While the attention of many Nigerians have been riveted on the happenings in the two major political parties in the country, the ruling All Progressives Congress (APC) and the opposition Peoples Democratic Party (PDP), potentially earth-shaking political developments have been taking place in Kano State, which has consistently returned the highest tally of voters in all elections in the country.
Mainly because of this game-changing political factor, Kano is always at the centre of the political calculations of political parties as well as potential presidential aspirants and eventual candidates. In the ongoing race for the 2023 elections, both the APC and the PDP have set high scores on ‘’capturing’’ Kano in their permutations and they have spent considerable resources in setting up political structures that will give them leeway in this endeavour.
But if most recent developments are anything to go by, both the APC and PDP may end up biting the dust as a new challenger gradually emerging from the shadows is taking the millionaire voting state by storm.
Senator Rabiu Musa Kwankwaso’s New Nigeria Peoples Party may have been formed just recently, but already the party is gradually and inexorably eating away at the ramparts of both the APC and PDP in Kano.
Indeed, with the coming of the NNPP, the entire PDP structure of Kano State, which used to be ‘’owned’’ by Senator Kwankwaso when he was a member of the party moved with him to the newly formed NNPP. For all practical purposes, the PDP is dead in Kano now.
Suddenly, the ruling APC in the state under Governor Abdullahi Ganduje already riven by deep internal divisions is beginning to feel the heavy breath of the NNPP down its neck. With the APC in its crosshairs, the NNPP has been sniping relentlessly and at the time of writing this article, several top Kano politicians like former Rep. Abdulmumuni Jibrin and former Governor and Senator Ibrahim Shekarau have made their way to the NNPP. And Governor Ganduje is really concerned that even some top members of his government and political associates are planning to ditch him and pitch camp with the JJC NNPP.
When former Governor of Kano State, Senator Rabiu Musa Kwankwaso launched his NNPP recently, not many people thought of it as anything beyond a fart in the windstorm. Indeed, many considered the new party as an amusing distraction from the daily fare of the shenanigans taking place in the ruling APC and the opposition PDP.
The object of the scepticism directed at the new party is obviously its founder, leader and presidential candidate, Senator Rabiu Musa Kwankwaso. It was not lost on political observers that over the years, Senator Kwankwaso had proven to be a political nomad of sorts having crossed over from PDP to APC then to PDP and recently out of PDP again floating politically for a while before establishing the NNPP.
Watchers of Senator Kwankwaso and his ways knew that it will not be long before the stormy petrel of Kano politics left the political wilderness to emerge with a political joker of his own in the run-up to the 2023 elections.
Yes, Senator Kwankwaso’s political standing in Kano, the North West and indeed Nigeria cannot be idly dismissed. At the 2014 presidential primaries of the newly formed APC, he performed quite creditably well by coming second to Muhammadu Buhari. More significantly, he performed better than former Vice President Abubakar Atiku who finished third in that contest. Without a doubt, Kwankwaso is the single most important political figure in Kano, a fact he is now proving with the strides being made by his party in the state.
The waves that the NNPP is making in Kano have got APC and PDP grandees as well as political observers in the country consulting the political tea leaves to fathom what this may portend.
My own sense is that if this trend continues, it may extend beyond Kano and into the entire North West. There are several grounds to believe that the insecurity, rising levels of poverty and alienation and the general disillusionment felt by the people of this geopolitical zone against the President Buhari-led APC will provide ready ammunition for Kwankwaso to capitalise on for his political forays.
Another reason to believe that the NNPP will make hay is that as a result of happenings in the country, especially the targeting of northerners and their businesses for destruction as well the threatening utterances of southern groups on the power equation in the country, the growing feeling in the North West is that it will be politically suicidal to vote a southerner as president in 2023. Here again, Kwankwaso will most likely project himself as the defender of northern interest and thus garner the sympathy of the voters.
These projections will begin to take shape after the conclusion of the primaries of the two major parties. Those northerners who feel aggrieved at the outcome will look upon NNPP as a default option and will most likely work against both the APC and PDP.
In the likely event of this happening, Kwankwaso’s profile as the gatekeeper of northern votes will accord him the chance of either determining who becomes the president in 2023 or he may even become the president.
To the APC and PDP, what this means is that if they are thinking and calculating about getting their hands on the millionaire votes that the North always reserves for Muhammadu Buhari, who in any case will be leaving after his mandatory two terms, the political events happening now in Kano should constitute a reality check to that thought.
In the coming weeks and months, the two political parties would do well to go back to the drawing board in order to cope with the political challenge of Senator Kwankwaso and the NNPP.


- Task objective:
Gather, from the data below, each line in which the word "White" occurs.

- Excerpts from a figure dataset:
+-------+
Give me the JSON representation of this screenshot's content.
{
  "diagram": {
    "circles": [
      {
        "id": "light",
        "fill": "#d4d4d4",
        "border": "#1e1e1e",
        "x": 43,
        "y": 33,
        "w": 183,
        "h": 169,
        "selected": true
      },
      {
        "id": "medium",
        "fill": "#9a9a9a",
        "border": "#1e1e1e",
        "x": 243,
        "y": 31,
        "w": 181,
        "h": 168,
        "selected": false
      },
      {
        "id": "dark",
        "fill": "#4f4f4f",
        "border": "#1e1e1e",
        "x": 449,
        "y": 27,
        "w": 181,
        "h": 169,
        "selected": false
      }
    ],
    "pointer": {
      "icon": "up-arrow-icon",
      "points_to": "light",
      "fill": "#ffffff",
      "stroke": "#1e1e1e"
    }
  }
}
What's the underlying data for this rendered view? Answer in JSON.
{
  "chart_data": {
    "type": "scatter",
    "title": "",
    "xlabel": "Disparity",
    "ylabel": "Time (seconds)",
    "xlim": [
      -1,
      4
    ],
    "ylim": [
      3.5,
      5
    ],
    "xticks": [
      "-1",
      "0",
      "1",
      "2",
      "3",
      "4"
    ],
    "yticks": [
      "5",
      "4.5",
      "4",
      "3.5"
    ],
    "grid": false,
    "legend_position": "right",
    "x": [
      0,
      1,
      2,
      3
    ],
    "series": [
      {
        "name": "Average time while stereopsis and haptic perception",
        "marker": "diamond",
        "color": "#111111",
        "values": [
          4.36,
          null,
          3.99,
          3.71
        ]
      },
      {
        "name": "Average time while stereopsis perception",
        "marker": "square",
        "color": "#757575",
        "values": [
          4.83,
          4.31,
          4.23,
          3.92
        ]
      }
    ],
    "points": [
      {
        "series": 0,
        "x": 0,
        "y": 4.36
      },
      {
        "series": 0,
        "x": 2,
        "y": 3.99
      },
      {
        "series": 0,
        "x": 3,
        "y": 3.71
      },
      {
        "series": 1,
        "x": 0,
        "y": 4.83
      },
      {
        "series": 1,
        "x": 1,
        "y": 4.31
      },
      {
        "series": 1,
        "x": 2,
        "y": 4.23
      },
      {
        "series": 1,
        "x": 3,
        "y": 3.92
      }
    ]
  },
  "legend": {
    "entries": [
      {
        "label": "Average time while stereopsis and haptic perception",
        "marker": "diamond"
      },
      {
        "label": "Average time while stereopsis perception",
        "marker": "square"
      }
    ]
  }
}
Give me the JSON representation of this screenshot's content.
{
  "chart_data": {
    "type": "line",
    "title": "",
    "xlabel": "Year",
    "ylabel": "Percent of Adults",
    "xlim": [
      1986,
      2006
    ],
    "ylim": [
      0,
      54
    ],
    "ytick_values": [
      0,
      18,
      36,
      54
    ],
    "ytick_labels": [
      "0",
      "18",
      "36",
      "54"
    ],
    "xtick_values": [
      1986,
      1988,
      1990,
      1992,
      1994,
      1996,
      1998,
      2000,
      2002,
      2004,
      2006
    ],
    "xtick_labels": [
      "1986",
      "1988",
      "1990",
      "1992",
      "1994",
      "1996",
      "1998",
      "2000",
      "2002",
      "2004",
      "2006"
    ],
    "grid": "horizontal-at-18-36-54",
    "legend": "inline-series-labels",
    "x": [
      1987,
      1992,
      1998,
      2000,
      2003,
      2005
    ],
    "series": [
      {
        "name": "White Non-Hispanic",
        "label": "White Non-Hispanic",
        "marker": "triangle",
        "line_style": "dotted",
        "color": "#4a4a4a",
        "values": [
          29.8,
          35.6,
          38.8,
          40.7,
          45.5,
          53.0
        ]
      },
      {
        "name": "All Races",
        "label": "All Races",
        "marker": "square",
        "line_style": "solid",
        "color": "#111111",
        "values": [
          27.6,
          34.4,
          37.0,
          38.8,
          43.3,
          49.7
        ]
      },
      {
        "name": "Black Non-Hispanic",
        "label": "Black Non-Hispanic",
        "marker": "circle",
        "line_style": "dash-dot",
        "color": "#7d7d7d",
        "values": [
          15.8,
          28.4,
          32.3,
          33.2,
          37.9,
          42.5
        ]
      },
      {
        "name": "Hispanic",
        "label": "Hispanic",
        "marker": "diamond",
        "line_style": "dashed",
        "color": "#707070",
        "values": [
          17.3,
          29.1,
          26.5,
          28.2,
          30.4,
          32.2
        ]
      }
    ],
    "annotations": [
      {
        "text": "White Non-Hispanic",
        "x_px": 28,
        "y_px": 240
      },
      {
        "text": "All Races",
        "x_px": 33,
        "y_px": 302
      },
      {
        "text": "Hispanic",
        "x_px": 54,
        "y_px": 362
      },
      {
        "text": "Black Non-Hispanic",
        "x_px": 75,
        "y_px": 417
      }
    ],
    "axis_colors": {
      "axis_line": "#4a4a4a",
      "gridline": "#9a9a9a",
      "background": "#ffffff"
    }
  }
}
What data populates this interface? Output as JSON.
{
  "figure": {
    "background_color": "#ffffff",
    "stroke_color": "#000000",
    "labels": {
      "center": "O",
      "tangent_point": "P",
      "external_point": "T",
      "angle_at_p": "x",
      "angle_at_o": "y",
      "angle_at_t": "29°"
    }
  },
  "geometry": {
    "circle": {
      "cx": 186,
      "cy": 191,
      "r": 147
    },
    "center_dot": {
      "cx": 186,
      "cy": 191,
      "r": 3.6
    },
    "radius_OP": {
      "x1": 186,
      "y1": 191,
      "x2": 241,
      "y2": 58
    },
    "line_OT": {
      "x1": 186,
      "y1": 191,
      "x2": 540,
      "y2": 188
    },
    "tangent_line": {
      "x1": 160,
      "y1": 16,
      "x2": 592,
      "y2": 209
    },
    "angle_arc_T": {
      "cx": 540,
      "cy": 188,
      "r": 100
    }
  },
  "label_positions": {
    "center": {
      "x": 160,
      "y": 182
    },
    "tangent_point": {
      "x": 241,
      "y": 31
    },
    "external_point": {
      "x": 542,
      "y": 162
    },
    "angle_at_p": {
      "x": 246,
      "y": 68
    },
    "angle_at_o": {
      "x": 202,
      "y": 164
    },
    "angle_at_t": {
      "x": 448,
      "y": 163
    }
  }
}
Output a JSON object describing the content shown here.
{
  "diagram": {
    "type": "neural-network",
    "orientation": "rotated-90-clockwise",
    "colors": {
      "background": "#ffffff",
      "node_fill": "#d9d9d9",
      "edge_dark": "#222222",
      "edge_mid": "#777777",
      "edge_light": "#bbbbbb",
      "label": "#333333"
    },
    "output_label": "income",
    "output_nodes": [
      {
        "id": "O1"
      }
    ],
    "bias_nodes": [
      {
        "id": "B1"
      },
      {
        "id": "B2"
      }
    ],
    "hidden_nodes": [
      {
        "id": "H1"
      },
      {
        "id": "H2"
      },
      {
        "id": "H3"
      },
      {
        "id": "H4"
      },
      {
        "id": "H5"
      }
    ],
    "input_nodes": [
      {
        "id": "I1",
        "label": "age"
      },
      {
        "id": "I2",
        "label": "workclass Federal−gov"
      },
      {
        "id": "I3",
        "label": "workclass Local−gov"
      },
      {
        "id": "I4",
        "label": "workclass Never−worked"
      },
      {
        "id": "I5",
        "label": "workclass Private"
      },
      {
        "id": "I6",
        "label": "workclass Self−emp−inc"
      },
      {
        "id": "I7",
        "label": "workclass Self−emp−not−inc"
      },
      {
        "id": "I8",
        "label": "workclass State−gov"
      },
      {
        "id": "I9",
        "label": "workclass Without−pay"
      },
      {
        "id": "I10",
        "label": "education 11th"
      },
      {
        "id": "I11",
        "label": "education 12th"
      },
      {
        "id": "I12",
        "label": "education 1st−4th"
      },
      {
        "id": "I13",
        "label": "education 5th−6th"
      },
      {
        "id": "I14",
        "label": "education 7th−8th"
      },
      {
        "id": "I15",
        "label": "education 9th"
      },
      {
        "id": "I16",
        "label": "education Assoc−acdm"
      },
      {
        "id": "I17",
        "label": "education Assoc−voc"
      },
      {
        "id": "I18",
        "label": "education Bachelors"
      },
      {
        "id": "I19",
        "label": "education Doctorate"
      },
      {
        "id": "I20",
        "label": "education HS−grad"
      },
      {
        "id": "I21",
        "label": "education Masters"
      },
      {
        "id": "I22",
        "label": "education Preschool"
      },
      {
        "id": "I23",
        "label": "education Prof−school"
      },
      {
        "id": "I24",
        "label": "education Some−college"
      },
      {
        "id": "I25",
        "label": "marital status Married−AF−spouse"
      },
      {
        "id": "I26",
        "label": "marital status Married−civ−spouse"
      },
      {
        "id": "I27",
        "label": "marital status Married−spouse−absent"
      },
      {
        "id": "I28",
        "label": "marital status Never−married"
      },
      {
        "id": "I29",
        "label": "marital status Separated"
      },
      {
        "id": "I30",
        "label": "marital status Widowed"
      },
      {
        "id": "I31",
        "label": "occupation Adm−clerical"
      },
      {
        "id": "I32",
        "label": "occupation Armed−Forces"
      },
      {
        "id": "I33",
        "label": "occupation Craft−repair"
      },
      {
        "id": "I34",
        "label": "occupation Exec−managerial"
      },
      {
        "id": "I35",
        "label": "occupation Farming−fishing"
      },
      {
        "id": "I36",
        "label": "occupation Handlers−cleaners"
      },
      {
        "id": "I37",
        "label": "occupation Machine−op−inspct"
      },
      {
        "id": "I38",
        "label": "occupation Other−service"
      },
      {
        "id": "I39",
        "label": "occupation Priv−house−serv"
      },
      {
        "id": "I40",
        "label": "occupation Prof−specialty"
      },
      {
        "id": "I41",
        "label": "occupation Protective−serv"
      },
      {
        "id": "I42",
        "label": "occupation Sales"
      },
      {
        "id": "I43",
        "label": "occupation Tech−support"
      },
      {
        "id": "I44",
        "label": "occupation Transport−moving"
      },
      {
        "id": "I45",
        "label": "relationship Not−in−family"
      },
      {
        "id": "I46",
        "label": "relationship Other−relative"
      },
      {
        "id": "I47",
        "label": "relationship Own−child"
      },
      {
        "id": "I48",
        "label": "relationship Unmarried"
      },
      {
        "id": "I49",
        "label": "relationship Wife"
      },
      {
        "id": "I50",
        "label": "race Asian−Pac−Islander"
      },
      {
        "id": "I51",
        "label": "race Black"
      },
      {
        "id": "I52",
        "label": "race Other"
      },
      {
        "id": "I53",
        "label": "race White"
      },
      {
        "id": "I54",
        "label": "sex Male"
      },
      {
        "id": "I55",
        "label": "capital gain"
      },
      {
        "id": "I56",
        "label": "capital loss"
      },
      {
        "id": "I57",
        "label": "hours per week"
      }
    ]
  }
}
+-------+
- Response box:
        "name": "White Non-Hispanic",
        "label": "White Non-Hispanic",
        "text": "White Non-Hispanic",
        "label": "race White"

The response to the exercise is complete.